13. To learn more about National Metastatic Breast Cancer Awareness Day as well as resources specifically for people with metastatic breast cancer see www. mbcn.org. We appreciate your support on October 13 and throughout the year.
Another good site to share with anyone you may know who has been struck by BC, is www.BCT.org They list trials currently going on for a person’s particular cancer, using a personalized search engine.
Is there an organization that uses donations DIRECTLY FOR research, which is the key to ending cancer? RESEARCH is the key, so much is complicated by pharmaceutical companies who primarily research drugs that will make just them money as fast as possible. There must be some pure BC research somewhere where monies are singly dedicated to finding a BC cure. Readers, if you know of any such efforts please forward the information to dickiedada@gmail.com!
Saturday, October 1, 2011
Surrender -- Artist Lin Evola's Flight of Angels
On October 3rd 2011 artist Lin Evola will be joined in Los Angeles by Sheriff Leroy Baca of Los Angeles County, LAPD Chief of Police Charles L. Beck and other officials to formally unveil the prototype for a five-foot sculpture to be installed at the Boyle Heights Tech Center. The “California Peace Angel” will join Evola’s series of works fabricated from surrendered and confiscated weapons, in this case donated last fall for this purpose by Sheriff Baca and Chief Beck. The event is only the latest milestone in a nearly two-decade-long journey for the artist.
Wednesday, September 14, 2011
Fall for Molly!
Saturday, June 11, 2011
Hot Topics, Cool Guests, and Lunch with Molly!
Already a talented personality at the swirling center of New York’s art scene in the 1960’s, Isabelle Dufresne met Andy Warhol and went on the become a leading figure in his iconic entourage under her nom-du-guerre, Ultra Violet. Her memoir, “FAMOUS FOR 15 MINUTES, My Years with Andy Warhol,” is a page-turner, an engrossing history laced with just the right measures of humor and tragedy to assure us that it is real.

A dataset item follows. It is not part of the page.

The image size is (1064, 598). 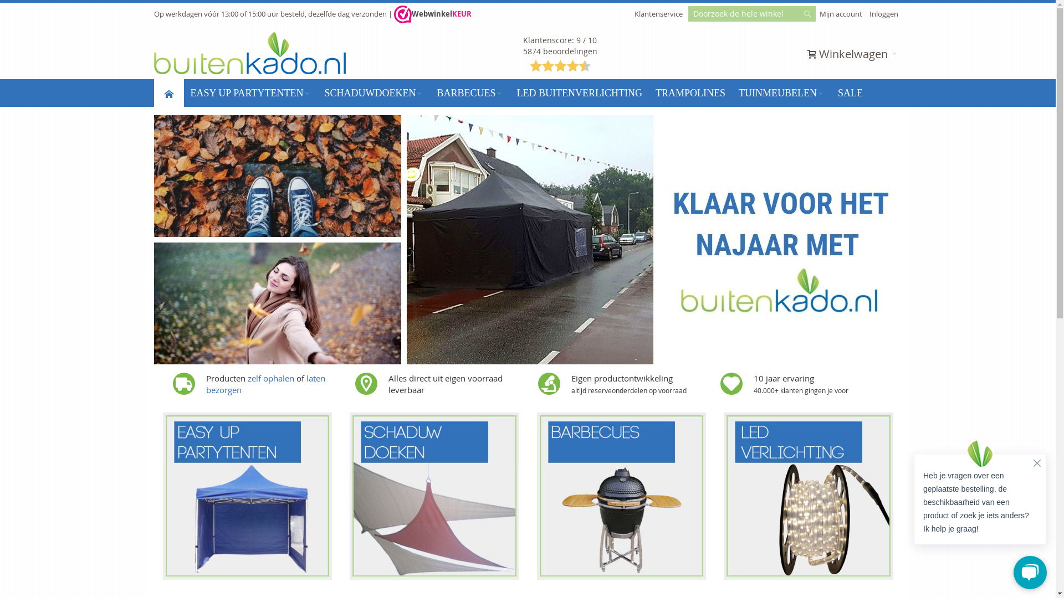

But hers is not a “what-ever-happened-to...?” celebrity story. Ultra Violet is still a prominent artist, exhibiting work internationally that reflects and employs this century’s issues and media, with sincerity balanced with visual sensitivity and technical savvy. (The image below is from her “Nine-Eleven” series)
Molly Barnes hosts her brown bag lunch talks at the Roger Smith Hotel, 501 Lexington Avenue at 47th Street in Manhattan. Presentations begin promptly at 12 Noon, arrive early to enjoy your lunch, catch up with your friends, and make some new ones! There’s never a charge, for reservations and more info call Molly at 212-755-1400.
Saturday, April 16, 2011
Come out, rain or shine - Molly's back in town!
More about Molly and the Roger Smith at http://www.huffingtonpost.com/mark-wiener-and-linda-digusta/midtown-draft_b_749897.html
Thursday, February 10, 2011
Brown Bag Lunch Talks Return With Mimi Gross on Thursday and Stephen Haller on Friday
On Thursday, February 17th artist Mimi Gross, who also happens to be the daughter of sculptor Chaim Gross and the former wife and collaborator of Red Grooms, will talk with Molly about her life in art - for a taste, visit her wonderful blog....
Gallerist Stephen Haller is Molly’s guest on Friday the 18th for a conversation about his his friendship with Italian painter Giorgio Morandi. (You can read an interview on the subject on Joanne Mattera’s art blog.)
As always for a couple of decades, there is never a charge to attend, and even your lunch - home-made sandwich, cookie & fruit in a brown bag - is on the house. Arrive early to mingle and enjoy before the presentation begins at noon.